Fears grabbed eight rebounds in 12 minutes and junior guard Kameron Garner – a starter last season who this winter came off the bench – had five points and five rebounds despite taking a hard fall during the first half. Brown had only four points, but both baskets put Southfield Christian up at points in the game.
Lenawee Christian (21-5), an honorable mention in the Class D poll heading into the postseason, came back from an early nine-point deficit to make it back-and-forth over the final three quarters.
Senior center Kingsley had 22 points on 7 of 11 shooting from the floor and with sophomore forward Maxwell (11 points) allowed the Cougars to slow the game’s tempo and keep Southfield Christian’s usually active fastbreak to only 11 points.
“We wanted them to come beat us at our game, and I think for the most part we were able to control tempo,” Lenawee Christian coach Scott McKelvey said. “Our free-throw shooting hurt us (19 of 31), but we got opportunities and we couldn’t ask for anything more than that. It’s a team that probably no one in the state thought we could beat.”
“If we could’ve had two more minutes,” Kingsley added, "I’m pretty confident we could’ve changed something.”
Senior forward Grant Hohlbein, also set to accept an MHSAA Scholar-Athlete Award later Saturday, added 15 points for Lenawee Christian. The Cougars’ Semifinal on Thursday was its first since 2001, and the championship game berth was their first ever.
Brundidge said that after seeing Lenawee Christian in a summer game, he knew that was the team his Eagles would face if they returned for a third straight Final. Southfield Christian’s only loss this season was to Class A No. 5 Saginaw Arthur Hill, and it finished 26-1 and 74-5 over the last three seasons – good to tie for eighth-most wins over a three-season span.
“I’m in awe,” Hunter said. “My freshman year we lost in the first round of Districts to (Bloomfield Hills) Roeper, went 2-19. I never thought we’d be sitting here in this position with three state championships.”
Click for the full box score and video from the press conference.
PHOTOS: (Top) Southfield Christian’s Bakari Evelyn (22) works to get to the rim around Adrian Lenawee Christian’s Maxwell and Grant Hohlbein. (Middle) Lenawee Christian’s Nick Mewborn dribbles upcourt with Southfield Christian’s Kameron Garner defending.

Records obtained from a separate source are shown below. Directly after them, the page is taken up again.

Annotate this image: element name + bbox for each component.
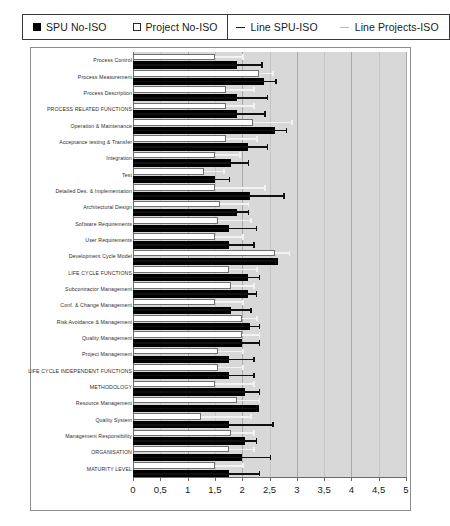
bar-project-no-iso [133, 168, 204, 175]
dark-line-whisker [133, 309, 250, 311]
x-tick-mark [379, 477, 380, 481]
chart-row: PROCESS RELATED FUNCTIONS [0, 101, 434, 117]
bar-project-no-iso [133, 299, 215, 306]
category-label: MATURITY LEVEL [87, 466, 132, 472]
category-label: LIFE CYCLE FUNCTIONS [68, 270, 132, 276]
dark-line-whisker [133, 408, 256, 410]
light-line-cap [223, 169, 225, 174]
category-label: Operation & Maintenance [70, 123, 132, 129]
dark-line-whisker [133, 244, 253, 246]
dark-line-cap [275, 259, 277, 264]
light-line-cap [248, 202, 250, 207]
dark-line-whisker [133, 162, 248, 164]
x-tick-label: 1 [185, 484, 190, 495]
dark-line-whisker [133, 260, 275, 262]
filled-square-icon [33, 23, 41, 31]
x-tick-mark [215, 477, 216, 481]
dark-line-cap [270, 455, 272, 460]
legend-label-spu-no-iso: SPU No-ISO [46, 21, 107, 33]
dark-line-whisker [133, 97, 267, 99]
x-tick-mark [160, 477, 161, 481]
dark-line-cap [267, 144, 269, 149]
dark-line-cap [283, 193, 285, 198]
bar-project-no-iso [133, 86, 226, 93]
bar-project-no-iso [133, 315, 242, 322]
x-tick-label: 0 [130, 484, 135, 495]
dark-line-whisker [133, 342, 259, 344]
dark-line-whisker [133, 457, 270, 459]
bar-project-no-iso [133, 152, 215, 159]
dark-line-icon [236, 27, 245, 28]
category-label: Process Description [84, 90, 132, 96]
x-tick-mark [297, 477, 298, 481]
bar-project-no-iso [133, 348, 218, 355]
dark-line-cap [256, 291, 258, 296]
x-tick-mark [188, 477, 189, 481]
bar-project-no-iso [133, 184, 215, 191]
dark-line-whisker [133, 440, 256, 442]
x-tick-label: 2,5 [263, 484, 276, 495]
dark-line-whisker [133, 64, 261, 66]
dark-line-whisker [133, 277, 259, 279]
category-label: Conf. & Change Management [60, 302, 132, 308]
bar-project-no-iso [133, 119, 253, 126]
legend-label-project-no-iso: Project No-ISO [146, 21, 218, 33]
category-label: LIFE CYCLE INDEPENDENT FUNCTIONS [28, 368, 132, 374]
legend-label-line-projects-iso: Line Projects-ISO [355, 21, 439, 33]
dark-line-cap [256, 438, 258, 443]
light-line-cap [256, 267, 258, 272]
category-label: PROCESS RELATED FUNCTIONS [47, 106, 132, 112]
bar-project-no-iso [133, 250, 275, 257]
dark-line-cap [253, 242, 255, 247]
dark-line-whisker [133, 391, 259, 393]
bar-project-no-iso [133, 462, 215, 469]
dark-line-whisker [133, 130, 286, 132]
x-tick-label: 3,5 [317, 484, 330, 495]
category-label: Process Control [93, 57, 132, 63]
category-label: ORGANISATION [91, 449, 132, 455]
dark-line-cap [253, 357, 255, 362]
chart-row: MATURITY LEVEL [0, 461, 434, 477]
category-label: Resource Management [76, 400, 132, 406]
bar-project-no-iso [133, 103, 226, 110]
bar-project-no-iso [133, 266, 229, 273]
category-label: Detailed Des. & Implementation [55, 188, 132, 194]
dark-line-cap [250, 308, 252, 313]
chart-row: Project Management [0, 346, 434, 362]
legend-entry-line-projects-iso: Line Projects-ISO [340, 21, 439, 33]
legend-group-bars: SPU No-ISO Project No-ISO [22, 14, 228, 40]
category-label: Risk Avoidance & Management [57, 319, 132, 325]
chart-row: LIFE CYCLE FUNCTIONS [0, 265, 434, 281]
light-line-cap [250, 218, 252, 223]
category-label: Quality System [95, 417, 132, 423]
dark-line-cap [259, 340, 261, 345]
dark-line-whisker [133, 473, 259, 475]
x-tick-mark [406, 477, 407, 481]
x-tick-mark [270, 477, 271, 481]
light-line-cap [253, 87, 255, 92]
chart-row: LIFE CYCLE INDEPENDENT FUNCTIONS [0, 363, 434, 379]
dark-line-whisker [133, 179, 229, 181]
hollow-square-icon [133, 23, 141, 31]
bar-project-no-iso [133, 54, 215, 61]
light-line-cap [242, 300, 244, 305]
dark-line-cap [264, 111, 266, 116]
dark-line-cap [253, 373, 255, 378]
dark-line-cap [259, 389, 261, 394]
dark-line-cap [261, 62, 263, 67]
bar-project-no-iso [133, 233, 215, 240]
dark-line-whisker [133, 326, 259, 328]
chart-row: Process Control [0, 52, 434, 68]
chart-legend: SPU No-ISO Project No-ISO Line SPU-ISO L… [22, 14, 450, 40]
dark-line-cap [256, 226, 258, 231]
dark-line-whisker [133, 424, 272, 426]
bar-project-no-iso [133, 381, 215, 388]
chart-row: Process Measurement [0, 68, 434, 84]
light-line-cap [242, 463, 244, 468]
light-line-cap [256, 316, 258, 321]
x-tick-label: 0,5 [154, 484, 167, 495]
light-line-cap [253, 103, 255, 108]
dark-line-cap [259, 471, 261, 476]
dark-line-cap [256, 406, 258, 411]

HIGHLIGHTS: (1) Southfield Christian uses a block to start a fast break, resulting in a basket – and one – for Jalen Bouldes. The free throw gave the Eagles the lead to stay in the Class D finale. (2) With 12 seconds to go, Grant Hohlbein of Lenawee Christian scores on an inbounds pass and draws a Southfield Christian foul. Hohlbein completed the three-point play to pull his team within a point at 62-61.